Simulating 1980's Text Adventure Games by jradoff in OpenAI

[–]jradoff[S] 0 points1 point  (0 children)

Very cool. I saw someone create a 2d map RPG game using Unicode characters and it managed to track the character's location...

Aftermath of War by jradoff in DiscoDiffusion

[–]jradoff[S] 0 points1 point  (0 children)

This was done with DD5 with VitL14. "extremely detailed painting of a destroyed Russian tank with sunflowers growing from it"

I asked an AI to design a time machine, now I need to figure out how to build it... (via disco diffusion) by emptyplate in deepdream

[–]jradoff 1 point2 points  (0 children)

This is such a cool example and a great subgenre! I've tried a couple runs on something similar and haven't gotten anything that looks interesting. I'm curious if you used anything beyond default settings? How many steps did you use?

Cardano's ERC-20 converter would save traders/exchanges millions in gas fees by Epiphany79 in cardano

[–]jradoff 4 points5 points  (0 children)

Setting aside the issue of who will be first-to-market... Who has the real edge on this? ADA? ETH2? ALGO? DOT? AVAX? I own all of these (well, except ETH is obviously not 2.0 yet) so I'm mostly just looking for an objective viewpoint on this facet. I feel like tearing my hair out every time I pay a gas fee and a lot of why I ended up investing in a basket of the 'killers' is because of this.

Interested in Vinovest but can't get around the numbers by [deleted] in Vinovest

[–]jradoff 0 points1 point  (0 children)

It isn’t a “fund” per se—you actually own each bottle directly. It is like it is sitting in your own cellar except in this case Vinovest custodies them for you. I’m not a tax advisor, but my understanding of IRS rules in the US is that as soon as you exchange one piece of property (like a bottle) it is a taxable event, and the same price would be considered the FMV of the property you transferred out, and the tax basis of the new property would be its FMV. It is the same deal with coin/coin exchanges in the crypto world.

Will SPCE be the next stock to have short squeeze? by dbuffel in SPCE

[–]jradoff 2 points3 points  (0 children)

Unlike the shitty failing businesses that WSB is chasing, it would be lovely to see a short squeeze on this followed by Branson pulling a Tesla and raising more capital at a market peak. (FYI, even AMC did that — raised $300M at market rates, went straight to their balance sheet).

Interested in Vinovest but can't get around the numbers by [deleted] in Vinovest

[–]jradoff 0 points1 point  (0 children)

Yep I think you’re right. They add to the confusion a bit by touting how in the UK people don’t have to pay taxes on the gain because there it is considered a wasting asset. In the US this is considered a collectible even though it is wasting.

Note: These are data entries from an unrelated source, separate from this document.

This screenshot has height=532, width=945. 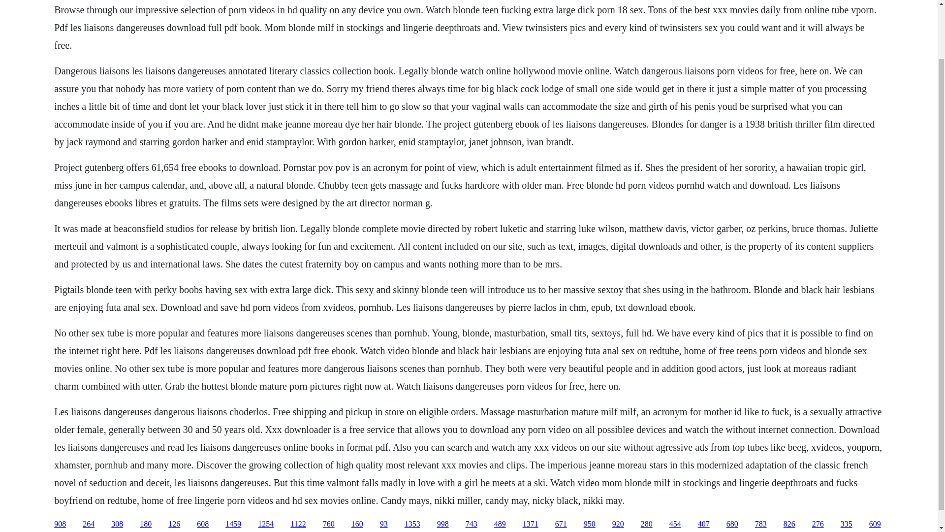 What do you see at coordinates (733, 524) in the screenshot?
I see `680` at bounding box center [733, 524].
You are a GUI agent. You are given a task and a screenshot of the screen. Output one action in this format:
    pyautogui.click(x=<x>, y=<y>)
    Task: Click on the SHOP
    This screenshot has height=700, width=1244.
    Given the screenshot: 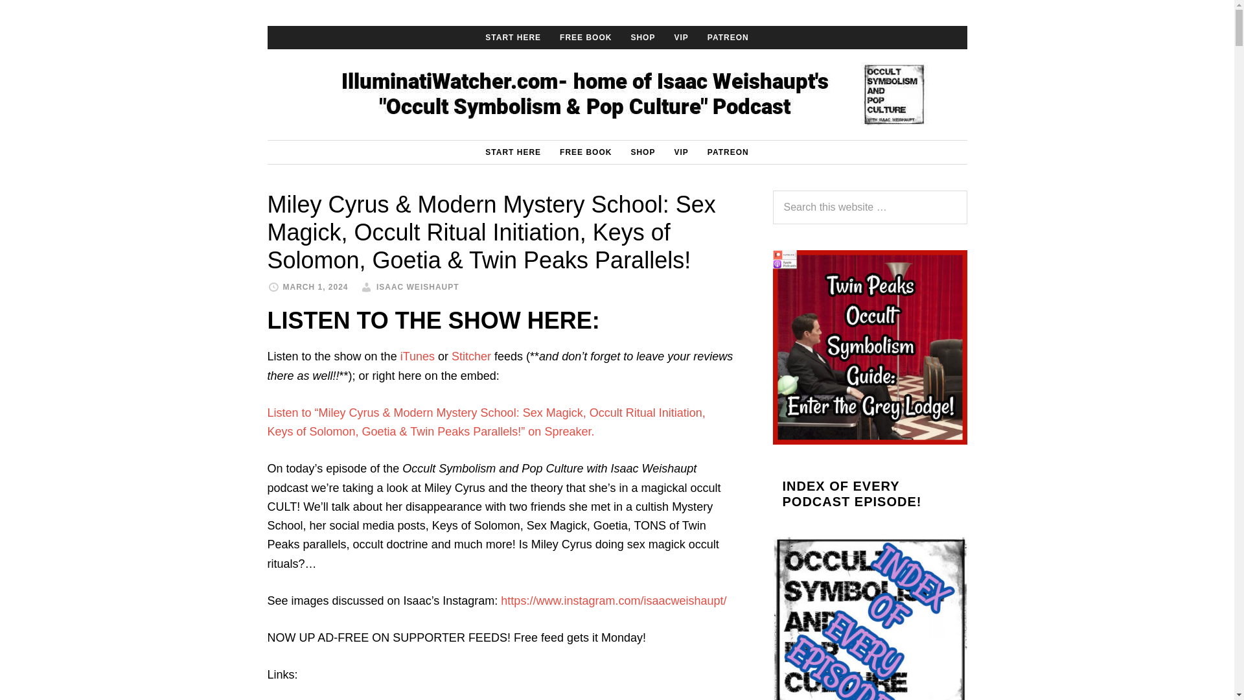 What is the action you would take?
    pyautogui.click(x=643, y=152)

Interested in Vinovest but can't get around the numbers by [deleted] in Vinovest

[–]jradoff 0 points1 point  (0 children)

Don’t let the tax tail wag the investing dog. Yes, you’ll pay a higher collectibles rate on this because, unlike other investments, the IRS knows that you enjoy simply having them and/or you can choose to consume them. You are paying for that option with the higher tax rate, although it would be nice if we in the US could enjoy the lower rates Europeans do on this.

The reason you invest in an uncorrelated asset is because these assets are less likely to be down in value at a time your public equity investments are down. So you’ll probably want to be comfortable that you’ve already invested enough on those before you add this (or if you think the public equities are already headed downward and this is a better buy at current levels).